Science and tech heavyweights Elon Musk, Bill Gates and Stephen Hawking have warned that intelligent machines could be one of humanity's biggest existential threats. But throughout history, human inventions, such as fire, have also posed dangers. Why should people treat AI any differently?
"With fire, it was OK that we screwed up a bunch of times," Max Tegmark, a physicist at the Massachusetts Institute of Technology, said April 10 on the radio show Science Friday. But in developing artificial intelligence, as with nuclear weapons, "we really want to get it right the first time, because it might be the only chance we have," he said.
On the one hand, AI has the potential to achieve enormous good in society, experts say. "This technology could save thousands of lives," whether by preventing car accidents or avoiding errors in medicine, Eric Horvitz, managing director of Microsoft Research lab in Seattle, said on the show.

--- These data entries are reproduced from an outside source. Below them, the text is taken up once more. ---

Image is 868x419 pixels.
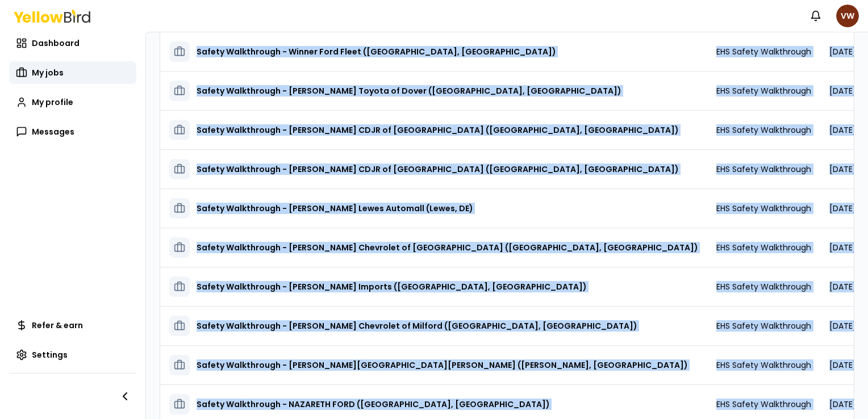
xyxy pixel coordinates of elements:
[196,238,698,258] h3: Safety Walkthrough - [PERSON_NAME] Chevrolet of [GEOGRAPHIC_DATA] ([GEOGRAPHIC_DATA], [GEOGRAPHIC...
[830,359,856,371] span: [DATE]
[9,314,137,337] a: Refer & earn
[196,355,688,375] h3: Safety Walkthrough - [PERSON_NAME][GEOGRAPHIC_DATA][PERSON_NAME] ([PERSON_NAME], [GEOGRAPHIC_DATA])
[9,91,137,113] a: My profile
[717,281,811,293] span: EHS Safety Walkthrough
[9,343,137,366] a: Settings
[32,67,64,79] span: My jobs
[830,281,856,293] span: [DATE]
[717,85,811,96] span: EHS Safety Walkthrough
[830,242,856,254] span: [DATE]
[830,203,856,214] span: [DATE]
[196,120,679,140] h3: Safety Walkthrough - [PERSON_NAME] CDJR of [GEOGRAPHIC_DATA] ([GEOGRAPHIC_DATA], [GEOGRAPHIC_DATA])
[32,349,67,360] span: Settings
[9,32,137,54] a: Dashboard
[196,277,587,297] h3: Safety Walkthrough - [PERSON_NAME] Imports ([GEOGRAPHIC_DATA], [GEOGRAPHIC_DATA])
[9,61,137,84] a: My jobs
[830,399,856,410] span: [DATE]
[717,320,811,332] span: EHS Safety Walkthrough
[32,320,83,331] span: Refer & earn
[830,164,856,175] span: [DATE]
[9,121,137,143] a: Messages
[196,80,621,101] h3: Safety Walkthrough - [PERSON_NAME] Toyota of Dover ([GEOGRAPHIC_DATA], [GEOGRAPHIC_DATA])
[196,159,679,180] h3: Safety Walkthrough - [PERSON_NAME] CDJR of [GEOGRAPHIC_DATA] ([GEOGRAPHIC_DATA], [GEOGRAPHIC_DATA])
[830,124,856,136] span: [DATE]
[717,164,811,175] span: EHS Safety Walkthrough
[830,85,856,96] span: [DATE]
[32,126,75,138] span: Messages
[717,203,811,214] span: EHS Safety Walkthrough
[836,5,859,27] span: VW
[196,316,637,336] h3: Safety Walkthrough - [PERSON_NAME] Chevrolet of Milford ([GEOGRAPHIC_DATA], [GEOGRAPHIC_DATA])
[830,320,856,332] span: [DATE]
[196,394,550,414] h3: Safety Walkthrough - NAZARETH FORD ([GEOGRAPHIC_DATA], [GEOGRAPHIC_DATA])
[717,124,811,136] span: EHS Safety Walkthrough
[32,37,80,49] span: Dashboard
[196,41,556,62] h3: Safety Walkthrough - Winner Ford Fleet ([GEOGRAPHIC_DATA], [GEOGRAPHIC_DATA])
[717,359,811,371] span: EHS Safety Walkthrough
[830,46,856,57] span: [DATE]
[717,399,811,410] span: EHS Safety Walkthrough
[717,46,811,57] span: EHS Safety Walkthrough
[196,198,473,219] h3: Safety Walkthrough - [PERSON_NAME] Lewes Automall (Lewes, DE)
[717,242,811,254] span: EHS Safety Walkthrough
[32,96,73,108] span: My profile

The downside is the possibility of creating a computer program capable of continually improving itself that "we might lose control of," he added."
https://www.bbc.com/news/technology-30290540
"Mr Carpenter says we are a long way from having the computing power or developing the algorithms needed to achieve full artificial intelligence, but believes it will come in the next few decades.
"We cannot quite know what will happen if a machine exceeds our own intelligence, so we can't know if we'll be infinitely helped by it, or ignored by it and sidelined, or conceivably destroyed by it," he says.
But he is betting that AI is going to be a positive force.
Prof Hawking is not alone in fearing for the future.
In the short term, there are concerns that clever machines capable of undertaking tasks done by humans until now will swiftly destroy millions of jobs.
In his BBC interview, Prof Hawking also talks of the benefits and dangers of the internet.
He quotes the director of GCHQ's warning about the net becoming the command centre for terrorists: "More must be done by the internet companies to counter the threat, but the difficulty is to do this without sacrificing freedom and privacy."
in order to be old & wise, you must first be young & stupid. (I'm still working on that.)